The presence of these automated scans also provides security experts with a reliable audit trail, indicating what was included in those images before they were run as containers in a protected environment, such as production. Educating developers and the larger team about the benefits of integrating the security scan into the product’s lifecycle ensures that IT professionals do not have to manage additional compliance activities before the workloads are deployed in production, thereby encouraging good development activities within the developer community.
Levvel suggests that clients discuss the option of security scans with PaaS platform vendors to ensure that the runtimes and any additional supporting layers in the containers are both compliant and secure.

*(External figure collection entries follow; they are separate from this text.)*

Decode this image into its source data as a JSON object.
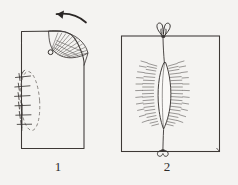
{
  "plate": {
    "background_color": "#f4f3f1",
    "ink_color": "#3b3735",
    "width": 238,
    "height": 185
  },
  "panels": [
    {
      "caption": "1",
      "name": "panel-one-flap-rotation",
      "description": "Rectangular skin field with rounded excised upper-right corner, a fan shaped hatched rotation flap pivoting at a point, a curved arrow indicating counter-clockwise rotation, and a dashed elliptical donor defect closed with interrupted sutures on the left margin.",
      "elements": {
        "field_outline": "rectangle-with-cut-corner",
        "rotation_arrow": "curved-arrow-left",
        "flap": "fan-shaped-hatched-flap",
        "pivot_point": "small-circle",
        "donor_ellipse": "dashed-ellipse",
        "suture_count": 6
      }
    },
    {
      "caption": "2",
      "name": "panel-two-closed-wound",
      "description": "Rectangular skin field with a central lens shaped closed wound, radiating hatch marks on both sides representing tension lines, and tied knots at the superior and inferior apices.",
      "elements": {
        "field_outline": "rectangle",
        "wound": "lens-shaped-closure",
        "top_knot": "bow-knot",
        "bottom_knot": "loop-knot",
        "hatch_rows_left": 11,
        "hatch_rows_right": 11
      }
    }
  ]
}
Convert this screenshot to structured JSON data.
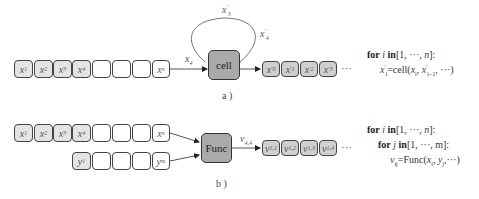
{
  "panel_a": {
    "input_boxes": [
      {
        "var": "x",
        "sub": "1",
        "filled": true
      },
      {
        "var": "x",
        "sub": "2",
        "filled": true
      },
      {
        "var": "x",
        "sub": "3",
        "filled": true
      },
      {
        "var": "x",
        "sub": "4",
        "filled": true
      },
      {
        "var": "",
        "sub": "",
        "filled": false
      },
      {
        "var": "",
        "sub": "",
        "filled": false
      },
      {
        "var": "",
        "sub": "",
        "filled": false
      },
      {
        "var": "x",
        "sub": "n",
        "filled": false
      }
    ],
    "input_edge_label": {
      "var": "x",
      "sub": "4"
    },
    "loop_label": {
      "var": "x",
      "sub": "3",
      "sup": "'"
    },
    "output_edge_label": {
      "var": "x",
      "sub": "4",
      "sup": "'"
    },
    "processor": "cell",
    "output_boxes": [
      {
        "var": "x",
        "sub": "0",
        "sup": "'"
      },
      {
        "var": "x",
        "sub": "1",
        "sup": "'"
      },
      {
        "var": "x",
        "sub": "2",
        "sup": "'"
      },
      {
        "var": "x",
        "sub": "3",
        "sup": "'"
      }
    ],
    "ellipsis": "···",
    "caption": "a )",
    "code": {
      "line1": {
        "for": "for",
        "var": "i",
        "in": "in",
        "range": "[1, ···, ",
        "end": "n",
        "close": "]:"
      },
      "line2": {
        "lhs": "x",
        "lhs_sub": "i",
        "lhs_sup": "'",
        "eq": "=cell(",
        "a1": "x",
        "a1_sub": "i",
        "sep": ", ",
        "a2": "x",
        "a2_sub": "i−1",
        "a2_sup": "'",
        "rest": ", ···)"
      }
    }
  },
  "panel_b": {
    "x_boxes": [
      {
        "var": "x",
        "sub": "1",
        "filled": true
      },
      {
        "var": "x",
        "sub": "2",
        "filled": true
      },
      {
        "var": "x",
        "sub": "3",
        "filled": true
      },
      {
        "var": "x",
        "sub": "4",
        "filled": true
      },
      {
        "var": "",
        "sub": "",
        "filled": false
      },
      {
        "var": "",
        "sub": "",
        "filled": false
      },
      {
        "var": "",
        "sub": "",
        "filled": false
      },
      {
        "var": "x",
        "sub": "n",
        "filled": false
      }
    ],
    "y_boxes": [
      {
        "var": "y",
        "sub": "1",
        "filled": true
      },
      {
        "var": "",
        "sub": "",
        "filled": false
      },
      {
        "var": "",
        "sub": "",
        "filled": false
      },
      {
        "var": "",
        "sub": "",
        "filled": false
      },
      {
        "var": "y",
        "sub": "m",
        "filled": false
      }
    ],
    "processor": "Func",
    "output_edge_label": {
      "var": "v",
      "sub": "4,4"
    },
    "output_boxes": [
      {
        "var": "v",
        "sub": "1,1"
      },
      {
        "var": "v",
        "sub": "1,2"
      },
      {
        "var": "v",
        "sub": "1,3"
      },
      {
        "var": "v",
        "sub": "1,4"
      }
    ],
    "ellipsis": "···",
    "caption": "b )",
    "code": {
      "line1": {
        "for": "for",
        "var": "i",
        "in": "in",
        "range": "[1, ···, ",
        "end": "n",
        "close": "]:"
      },
      "line2": {
        "for": "for",
        "var": "j",
        "in": "in",
        "range": "[1, ···, m]:"
      },
      "line3": {
        "lhs": "v",
        "lhs_sub": "ij",
        "eq": "=Func(",
        "a1": "x",
        "a1_sub": "i",
        "sep": ", ",
        "a2": "y",
        "a2_sub": "j",
        "rest": ",···)"
      }
    }
  }
}
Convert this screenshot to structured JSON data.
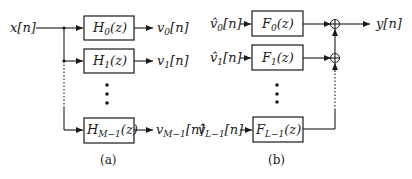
{
  "diagram_a": {
    "input_label": "x[n]",
    "filters": [
      {
        "base": "H",
        "sub": "0",
        "arg": "(z)",
        "out_base": "v",
        "out_sub": "0",
        "out_arg": "[n]"
      },
      {
        "base": "H",
        "sub": "1",
        "arg": "(z)",
        "out_base": "v",
        "out_sub": "1",
        "out_arg": "[n]"
      },
      {
        "base": "H",
        "sub": "M−1",
        "arg": "(z)",
        "out_base": "v",
        "out_sub": "M−1",
        "out_arg": "[n]"
      }
    ],
    "caption": "(a)"
  },
  "diagram_b": {
    "filters": [
      {
        "in_base": "v̂",
        "in_sub": "0",
        "in_arg": "[n]",
        "base": "F",
        "sub": "0",
        "arg": "(z)"
      },
      {
        "in_base": "v̂",
        "in_sub": "1",
        "in_arg": "[n]",
        "base": "F",
        "sub": "1",
        "arg": "(z)"
      },
      {
        "in_base": "v̂",
        "in_sub": "L−1",
        "in_arg": "[n]",
        "base": "F",
        "sub": "L−1",
        "arg": "(z)"
      }
    ],
    "output_label": "y[n]",
    "adder_symbol": "+",
    "caption": "(b)"
  }
}
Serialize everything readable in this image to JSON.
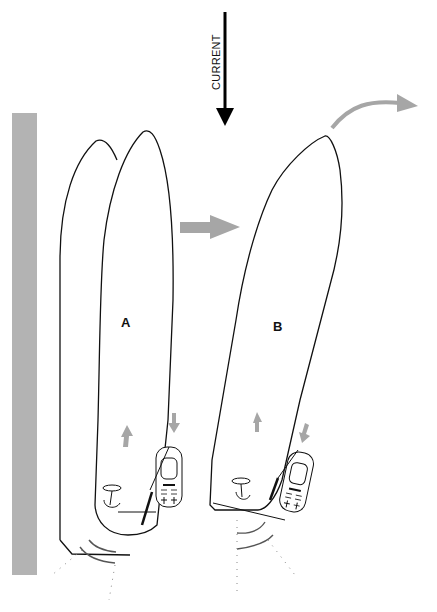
{
  "diagram": {
    "current_label": "CURRENT",
    "boat_a_label": "A",
    "boat_b_label": "B",
    "colors": {
      "wall": "#b3b3b3",
      "movement_arrow": "#a6a6a6",
      "outline": "#111111",
      "current_arrow": "#000000"
    },
    "elements": {
      "wall": "quay-wall",
      "current_arrow": "downward-current-arrow",
      "transition_arrow": "right-arrow-a-to-b",
      "turn_arrow": "curved-turn-arrow",
      "boat_a_ghost": "boat-hull-initial-position",
      "boat_a": "boat-hull-a",
      "boat_b": "boat-hull-b",
      "remote_a": "remote-control-a",
      "remote_b": "remote-control-b",
      "thrust_a": "stern-thruster-waves-a",
      "thrust_b": "stern-thruster-waves-b"
    }
  }
}
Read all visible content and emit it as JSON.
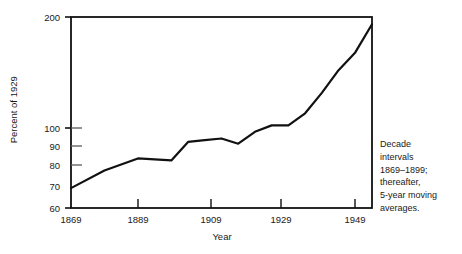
{
  "chart_data": {
    "type": "line",
    "title": "",
    "subtitle": "",
    "xlabel": "Year",
    "ylabel": "Percent of 1929",
    "yscale": "log",
    "ylim": [
      60,
      200
    ],
    "xlim": [
      1869,
      1959
    ],
    "grid": false,
    "legend": null,
    "yticks": [
      60,
      70,
      80,
      90,
      100,
      200
    ],
    "ytick_labels": [
      "60",
      "70",
      "80",
      "90",
      "100",
      "200"
    ],
    "xticks": [
      1869,
      1889,
      1909,
      1929,
      1949
    ],
    "xtick_labels": [
      "1869",
      "1889",
      "1909",
      "1929",
      "1949"
    ],
    "annotation": {
      "lines": [
        "Decade",
        "intervals",
        "1869–1899;",
        "thereafter,",
        "5-year moving",
        "averages."
      ],
      "text": "Decade intervals 1869–1899; thereafter, 5-year moving averages."
    },
    "series": [
      {
        "name": "Percent of 1929",
        "x": [
          1869,
          1879,
          1889,
          1899,
          1904,
          1909,
          1914,
          1919,
          1924,
          1929,
          1934,
          1939,
          1944,
          1949,
          1954,
          1959
        ],
        "values": [
          68,
          76,
          82,
          81,
          91,
          92,
          93,
          90,
          97,
          101,
          101,
          109,
          124,
          143,
          160,
          191
        ]
      }
    ],
    "line_color": "#111111",
    "line_width": 2.2
  },
  "axes": {
    "frame_color": "#111111",
    "background": "#ffffff"
  }
}
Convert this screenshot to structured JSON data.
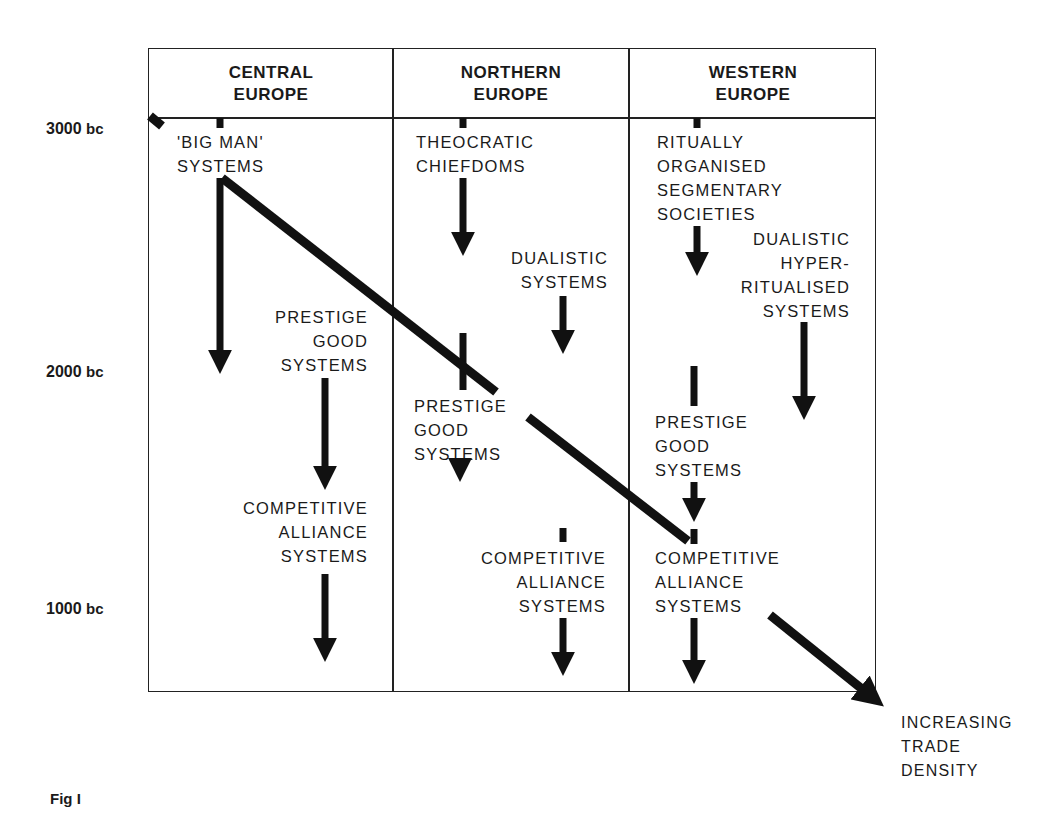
{
  "figure": {
    "caption": "Fig I",
    "y_axis": {
      "ticks": [
        {
          "value": "3000",
          "unit": "bc"
        },
        {
          "value": "2000",
          "unit": "bc"
        },
        {
          "value": "1000",
          "unit": "bc"
        }
      ]
    },
    "columns": [
      {
        "header_line1": "CENTRAL",
        "header_line2": "EUROPE"
      },
      {
        "header_line1": "NORTHERN",
        "header_line2": "EUROPE"
      },
      {
        "header_line1": "WESTERN",
        "header_line2": "EUROPE"
      }
    ],
    "nodes": {
      "central_big_man": [
        "'BIG MAN'",
        "SYSTEMS"
      ],
      "central_prestige": [
        "PRESTIGE",
        "GOOD",
        "SYSTEMS"
      ],
      "central_competitive": [
        "COMPETITIVE",
        "ALLIANCE",
        "SYSTEMS"
      ],
      "northern_theocratic": [
        "THEOCRATIC",
        "CHIEFDOMS"
      ],
      "northern_dualistic": [
        "DUALISTIC",
        "SYSTEMS"
      ],
      "northern_prestige": [
        "PRESTIGE",
        "GOOD",
        "SYSTEMS"
      ],
      "northern_competitive": [
        "COMPETITIVE",
        "ALLIANCE",
        "SYSTEMS"
      ],
      "western_ritually": [
        "RITUALLY",
        "ORGANISED",
        "SEGMENTARY",
        "SOCIETIES"
      ],
      "western_dualistic": [
        "DUALISTIC",
        "HYPER-",
        "RITUALISED",
        "SYSTEMS"
      ],
      "western_prestige": [
        "PRESTIGE",
        "GOOD",
        "SYSTEMS"
      ],
      "western_competitive": [
        "COMPETITIVE",
        "ALLIANCE",
        "SYSTEMS"
      ]
    },
    "trend_arrow_label": [
      "INCREASING",
      "TRADE",
      "DENSITY"
    ]
  }
}
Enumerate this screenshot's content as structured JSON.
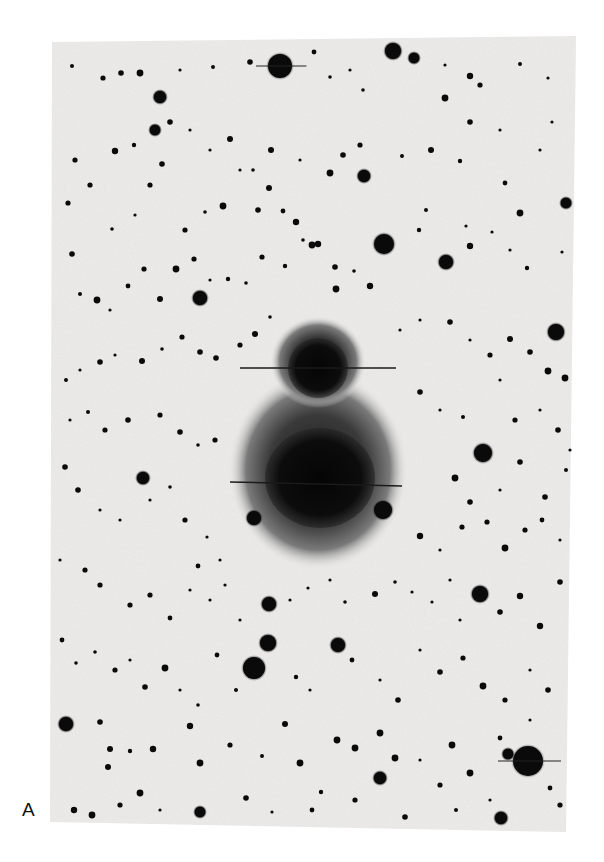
{
  "figure": {
    "panel_label": "A",
    "colors": {
      "page_background": "#ffffff",
      "plate_background": "#ecebea",
      "star": "#0a0a0a",
      "nebula_core": "#0c0c0c",
      "nebula_halo": "#6a6a6a"
    },
    "plate": {
      "corners": [
        [
          52,
          42
        ],
        [
          576,
          36
        ],
        [
          566,
          832
        ],
        [
          50,
          822
        ]
      ]
    },
    "nebula": {
      "upper_core": {
        "cx": 318,
        "cy": 368,
        "rx": 30,
        "ry": 30
      },
      "lower_core": {
        "cx": 320,
        "cy": 478,
        "rx": 55,
        "ry": 50
      },
      "halo": {
        "cx": 318,
        "cy": 470,
        "rx": 90,
        "ry": 100
      },
      "upper_halo": {
        "cx": 318,
        "cy": 362,
        "rx": 48,
        "ry": 46
      },
      "spikes": [
        {
          "x1": 240,
          "y1": 368,
          "x2": 396,
          "y2": 368
        },
        {
          "x1": 230,
          "y1": 482,
          "x2": 402,
          "y2": 486
        }
      ]
    },
    "bright_stars": [
      {
        "cx": 280,
        "cy": 66,
        "r": 12
      },
      {
        "cx": 393,
        "cy": 51,
        "r": 8
      },
      {
        "cx": 414,
        "cy": 58,
        "r": 5
      },
      {
        "cx": 384,
        "cy": 244,
        "r": 10
      },
      {
        "cx": 200,
        "cy": 298,
        "r": 7
      },
      {
        "cx": 556,
        "cy": 332,
        "r": 8
      },
      {
        "cx": 483,
        "cy": 453,
        "r": 9
      },
      {
        "cx": 254,
        "cy": 518,
        "r": 7
      },
      {
        "cx": 383,
        "cy": 510,
        "r": 9
      },
      {
        "cx": 269,
        "cy": 604,
        "r": 7
      },
      {
        "cx": 268,
        "cy": 643,
        "r": 8
      },
      {
        "cx": 254,
        "cy": 668,
        "r": 11
      },
      {
        "cx": 480,
        "cy": 594,
        "r": 8
      },
      {
        "cx": 338,
        "cy": 645,
        "r": 7
      },
      {
        "cx": 528,
        "cy": 761,
        "r": 15
      },
      {
        "cx": 66,
        "cy": 724,
        "r": 7
      },
      {
        "cx": 143,
        "cy": 478,
        "r": 6
      },
      {
        "cx": 446,
        "cy": 262,
        "r": 7
      },
      {
        "cx": 364,
        "cy": 176,
        "r": 6
      },
      {
        "cx": 160,
        "cy": 97,
        "r": 6
      },
      {
        "cx": 155,
        "cy": 130,
        "r": 5
      },
      {
        "cx": 566,
        "cy": 203,
        "r": 5
      },
      {
        "cx": 508,
        "cy": 754,
        "r": 5
      },
      {
        "cx": 501,
        "cy": 818,
        "r": 6
      },
      {
        "cx": 380,
        "cy": 778,
        "r": 6
      },
      {
        "cx": 200,
        "cy": 812,
        "r": 5
      }
    ],
    "small_stars": [
      [
        72,
        66
      ],
      [
        103,
        78
      ],
      [
        121,
        73
      ],
      [
        140,
        73
      ],
      [
        180,
        70
      ],
      [
        213,
        67
      ],
      [
        250,
        62
      ],
      [
        314,
        52
      ],
      [
        330,
        77
      ],
      [
        350,
        70
      ],
      [
        363,
        90
      ],
      [
        445,
        65
      ],
      [
        470,
        76
      ],
      [
        480,
        85
      ],
      [
        520,
        64
      ],
      [
        548,
        78
      ],
      [
        500,
        130
      ],
      [
        470,
        122
      ],
      [
        445,
        98
      ],
      [
        75,
        160
      ],
      [
        115,
        151
      ],
      [
        134,
        145
      ],
      [
        170,
        122
      ],
      [
        190,
        130
      ],
      [
        210,
        150
      ],
      [
        230,
        139
      ],
      [
        253,
        170
      ],
      [
        271,
        150
      ],
      [
        300,
        160
      ],
      [
        330,
        173
      ],
      [
        343,
        155
      ],
      [
        360,
        145
      ],
      [
        402,
        156
      ],
      [
        431,
        150
      ],
      [
        460,
        161
      ],
      [
        505,
        183
      ],
      [
        520,
        213
      ],
      [
        540,
        150
      ],
      [
        552,
        122
      ],
      [
        68,
        203
      ],
      [
        90,
        185
      ],
      [
        112,
        229
      ],
      [
        135,
        215
      ],
      [
        150,
        185
      ],
      [
        162,
        164
      ],
      [
        185,
        230
      ],
      [
        205,
        212
      ],
      [
        223,
        206
      ],
      [
        240,
        170
      ],
      [
        258,
        210
      ],
      [
        269,
        188
      ],
      [
        283,
        211
      ],
      [
        296,
        222
      ],
      [
        318,
        244
      ],
      [
        335,
        267
      ],
      [
        354,
        271
      ],
      [
        370,
        286
      ],
      [
        336,
        289
      ],
      [
        312,
        245
      ],
      [
        72,
        254
      ],
      [
        80,
        294
      ],
      [
        97,
        300
      ],
      [
        110,
        310
      ],
      [
        128,
        286
      ],
      [
        144,
        269
      ],
      [
        160,
        299
      ],
      [
        176,
        269
      ],
      [
        194,
        259
      ],
      [
        210,
        280
      ],
      [
        228,
        279
      ],
      [
        246,
        283
      ],
      [
        262,
        257
      ],
      [
        285,
        266
      ],
      [
        303,
        240
      ],
      [
        426,
        210
      ],
      [
        419,
        230
      ],
      [
        466,
        226
      ],
      [
        470,
        246
      ],
      [
        492,
        232
      ],
      [
        510,
        250
      ],
      [
        527,
        268
      ],
      [
        562,
        252
      ],
      [
        66,
        380
      ],
      [
        80,
        370
      ],
      [
        100,
        362
      ],
      [
        115,
        355
      ],
      [
        142,
        361
      ],
      [
        162,
        349
      ],
      [
        182,
        337
      ],
      [
        200,
        352
      ],
      [
        216,
        358
      ],
      [
        240,
        345
      ],
      [
        255,
        334
      ],
      [
        270,
        317
      ],
      [
        400,
        330
      ],
      [
        420,
        320
      ],
      [
        450,
        322
      ],
      [
        470,
        340
      ],
      [
        490,
        355
      ],
      [
        510,
        339
      ],
      [
        530,
        352
      ],
      [
        548,
        371
      ],
      [
        565,
        378
      ],
      [
        70,
        420
      ],
      [
        88,
        412
      ],
      [
        105,
        430
      ],
      [
        128,
        420
      ],
      [
        160,
        415
      ],
      [
        180,
        432
      ],
      [
        198,
        445
      ],
      [
        215,
        440
      ],
      [
        420,
        392
      ],
      [
        440,
        410
      ],
      [
        463,
        417
      ],
      [
        500,
        380
      ],
      [
        515,
        420
      ],
      [
        540,
        410
      ],
      [
        558,
        430
      ],
      [
        570,
        450
      ],
      [
        455,
        478
      ],
      [
        470,
        502
      ],
      [
        500,
        490
      ],
      [
        520,
        462
      ],
      [
        545,
        497
      ],
      [
        566,
        470
      ],
      [
        65,
        467
      ],
      [
        78,
        490
      ],
      [
        100,
        510
      ],
      [
        120,
        520
      ],
      [
        150,
        500
      ],
      [
        170,
        487
      ],
      [
        185,
        520
      ],
      [
        207,
        537
      ],
      [
        220,
        560
      ],
      [
        198,
        566
      ],
      [
        420,
        536
      ],
      [
        440,
        550
      ],
      [
        462,
        527
      ],
      [
        487,
        522
      ],
      [
        505,
        548
      ],
      [
        525,
        530
      ],
      [
        542,
        520
      ],
      [
        560,
        540
      ],
      [
        60,
        560
      ],
      [
        85,
        570
      ],
      [
        100,
        585
      ],
      [
        130,
        605
      ],
      [
        150,
        595
      ],
      [
        170,
        618
      ],
      [
        190,
        590
      ],
      [
        210,
        600
      ],
      [
        225,
        585
      ],
      [
        240,
        620
      ],
      [
        290,
        600
      ],
      [
        308,
        588
      ],
      [
        330,
        580
      ],
      [
        345,
        602
      ],
      [
        375,
        594
      ],
      [
        395,
        582
      ],
      [
        412,
        592
      ],
      [
        432,
        602
      ],
      [
        450,
        580
      ],
      [
        460,
        620
      ],
      [
        500,
        612
      ],
      [
        520,
        596
      ],
      [
        540,
        626
      ],
      [
        560,
        582
      ],
      [
        62,
        640
      ],
      [
        76,
        663
      ],
      [
        95,
        652
      ],
      [
        115,
        670
      ],
      [
        130,
        660
      ],
      [
        145,
        687
      ],
      [
        165,
        668
      ],
      [
        180,
        690
      ],
      [
        198,
        705
      ],
      [
        217,
        655
      ],
      [
        236,
        690
      ],
      [
        296,
        677
      ],
      [
        310,
        690
      ],
      [
        352,
        660
      ],
      [
        380,
        680
      ],
      [
        398,
        700
      ],
      [
        420,
        650
      ],
      [
        440,
        672
      ],
      [
        463,
        658
      ],
      [
        483,
        686
      ],
      [
        505,
        700
      ],
      [
        530,
        670
      ],
      [
        548,
        690
      ],
      [
        100,
        722
      ],
      [
        110,
        749
      ],
      [
        108,
        767
      ],
      [
        130,
        751
      ],
      [
        153,
        749
      ],
      [
        140,
        793
      ],
      [
        190,
        726
      ],
      [
        200,
        763
      ],
      [
        230,
        745
      ],
      [
        262,
        756
      ],
      [
        285,
        724
      ],
      [
        300,
        763
      ],
      [
        321,
        792
      ],
      [
        337,
        740
      ],
      [
        355,
        748
      ],
      [
        380,
        733
      ],
      [
        395,
        758
      ],
      [
        420,
        760
      ],
      [
        440,
        785
      ],
      [
        452,
        745
      ],
      [
        470,
        773
      ],
      [
        500,
        738
      ],
      [
        530,
        720
      ],
      [
        550,
        788
      ],
      [
        560,
        805
      ],
      [
        490,
        800
      ],
      [
        456,
        810
      ],
      [
        405,
        817
      ],
      [
        355,
        800
      ],
      [
        312,
        810
      ],
      [
        272,
        812
      ],
      [
        246,
        798
      ],
      [
        160,
        810
      ],
      [
        120,
        805
      ],
      [
        92,
        815
      ],
      [
        74,
        810
      ]
    ]
  }
}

When working with workloads in a container platform, it may or may not be possible to control the exact location of a workload. Unlike with virtual machines, containers are meant to occupy a significantly smaller footprint and can be scheduled to run on any node in the cluster by the PaaS platform’s scheduler. Also, with the advent of MSA-based applications, it is often possible to quickly identify potential bottlenecks and scale out only those components that are experiencing capacity issues, rather than provisioning additional instances of the entire application.
These two scenarios present the development, security, and operations team members with a unique challenge—how to aggregate the system, security, and application logs in the PaaS platform. It is also important to restrict access, so that only authorized team members have access to relevant logs.
Some PaaS platforms currently offer an out-of-the-box aggregated logging feature that is based on popular platforms in this space, while others provide adequate documentation to install and integrate an aggregated logging solution. The importance of this feature should not be minimized, as most troubleshooting activities performed by the developer, tester, or system administrators heavily depend on it.
When evaluating PaaS platforms, determine what log aggregation features are available by default. If your team already uses a popular logging aggregation solution, include in the evaluation the effort to integrate the existing log aggregation solution with the new PaaS platform.
These questions and their corresponding discussions are intended to assist teams in their efforts to evaluate and select a PaaS platform that suits their needs. If you wish to talk about any of the topics covered in this document in more detail, please contact Levvel at hello@levvel.io.
Authored By
CJ Coimbatore
CloudOps Capability Lead
Meet our Experts
CloudOps Capability Lead
Srinivas "CJ" Coimbatore has over two decades of experience in diverse disciplines such as sales, marketing, software development, architecture and delivery, and has worked with teams in all of the major geographies. He is an effective change agent and is very interested in collaborating with teams that are involved in transforming their process through DevOps. In his spare time, he follows Formula 1 racing teams, rides his motorcycle, and—along with his friends—helps raise money for children with health challenges and for the Pediatric Brain Tumor Foundation, Make-a-Wish Foundation, and Angels Among Us. He hopes to eventually spend more time teaching math and science to children.